There are 24 members of the Kansas City Chorale, not including the conductor or the instrumentalists. Their singing is excellent, and their sense of style likewise. Britten also wrote a good deal of vocal music for chamber-ensembles, but he liked to keep the technical requirements of the music within the scope of amateurs. Brahms's stuff seems to me more demanding, music for off-duty professionals. There is not a lot that calls for criticism, and if I could have imagined a touch more subtlety here or there, heartiness is a better fault than artiness in music of this kind. One problem that the chorus-master and the recording consultants between them might have given some attention to (the poets seeming not to have) is some very sibilant s-sounds. Tennyson was acutely aware of this problem in his poetry, and took care to `kick the geese out of the boat' as he put it. It doesn't greatly detract from my enjoyment, and what I remember much more is the delectable sound right at the beginning of the record.

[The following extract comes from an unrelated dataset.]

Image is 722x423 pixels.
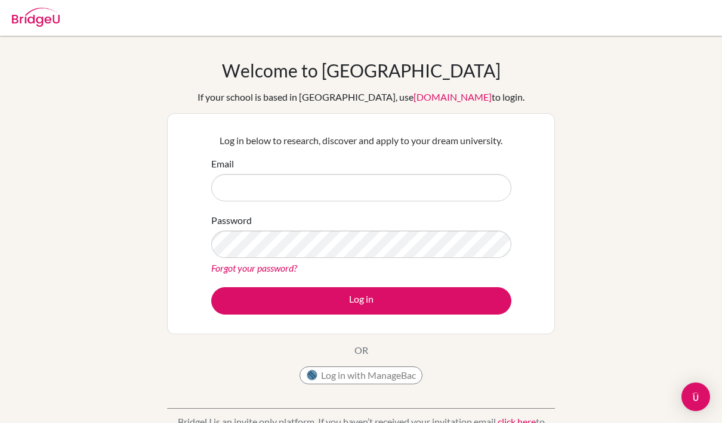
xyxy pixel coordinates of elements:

For once I can report a really first-rate liner-note. It highlights what it ought to, namely the composer's early interest -- from childhood -- in the traditional methods and techniques of German music down the centuries. Schumann had preceded Brahms in this respect, but he took it to nothing like the same extent. It does not make Brahms any `conservative', as Schoenberg was at pains to point out. He was as deeply original as Wagner himself, but a scholar of minute and profound learning that fired his special creative sense. Texts are given with translations into English and the occasional misprint, and the recording is admirable generally. I hope the Kansas City Chorale will be encouraged in their project of bringing this marvellous music to the active notice of the musical public."